The Maui News and Associated Press

A last legal hurdle has been cleared to make way for the July 1 transfer of Maui Region hospitals from the Hawaii Health Systems Corp. to Kaiser Permanente-affiliated Maui Health System.

On Tuesday afternoon, the state Department of the Attorney General announced that the Employees’ Retirement System and the HHSC had agreed to dismiss a lawsuit to block implementation of a 2016 law that provided for public Maui hospital employees a choice of a severance payment or a special retirement benefit following the transfer of the hospitals to Kaiser.

The lawsuit was filed because the employee deal threatened the tax-exempt status of the ERS fund, according to the announcement. Later, the law was repealed.

It was replaced by Act 18, which authorized the payment of state general funds for a one-time lump sum cash bonus severance package to Maui Region hospital employees. The severance is expected to cost the state $30.6 million.

The severance amount will be calculated at the rate of 5 percent of the employee’s annual base salary for each year of service up to and including July 20, 2016. It cannot exceed 10 years or total more than 50 percent of the employee’s annual base salary.

“With the end of this lawsuit, there are no further cases related to the transition of the three county hospitals from public to private management and control,” Attorney General Doug Chin said.

Meanwhile, Kaiser Permanente Hawaii plans to spend more than $50 million to expand Maui Memorial Medical Center, Kula Hospital and Lanai Community Hospital.

Kaiser’s Maui Health System will expand services, update technology and aim to improve patient care after it takes over the hospitals.

“The public is generally excited and anxious for this transition to take place, not necessarily because Kaiser’s going to become this great thing on Day 1 but because we’ve been in this process for so long,” said Avery Chumbley, Maui Region board chairman for the hospitals. “This is a significant transaction. It’s transformational in many ways because this is the single largest move from public employees to private employees in the history of the state.”

Kaiser, Hawaii’s largest health-maintenance organization, is working to fill hundreds of positions left vacant during the uncertainty about ownership. The transfer of the hospitals was delayed because of a series of setbacks, including lawsuits by employee union United Public Workers to stop the privatization because of existing collective bargaining contracts.
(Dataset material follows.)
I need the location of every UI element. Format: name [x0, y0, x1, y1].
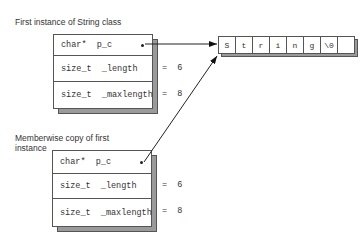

Kaiser said it is committed to improving access to care in Maui County, so that patients have the ability to get care where they live instead of having to be transferred to Honolulu hospitals.

Kaiser also has promised to keep the facilities open to the public, including non-Kaiser members and doctors, and operate as community hospitals.

The health care provider and insurer is recruiting trauma and orthopedic surgeons, critical care doctors and specialists including gastroenterologists and neurosurgeons, said Dr. David Ulin, chief medical director of Maui Health System, the operating company for the hospitals.

“Recruiting on Maui is still very difficult,” Ulin said. “Maui has a shortage of about 100-plus doctors, about a 25 percent deficit in the amount of physicians we should have.”

Kaiser extended about 1,500 job offers to current hospital staff, 97 percent of whom have accepted the positions, said Jean Melnikoff, Kaiser’s vice president of human resources.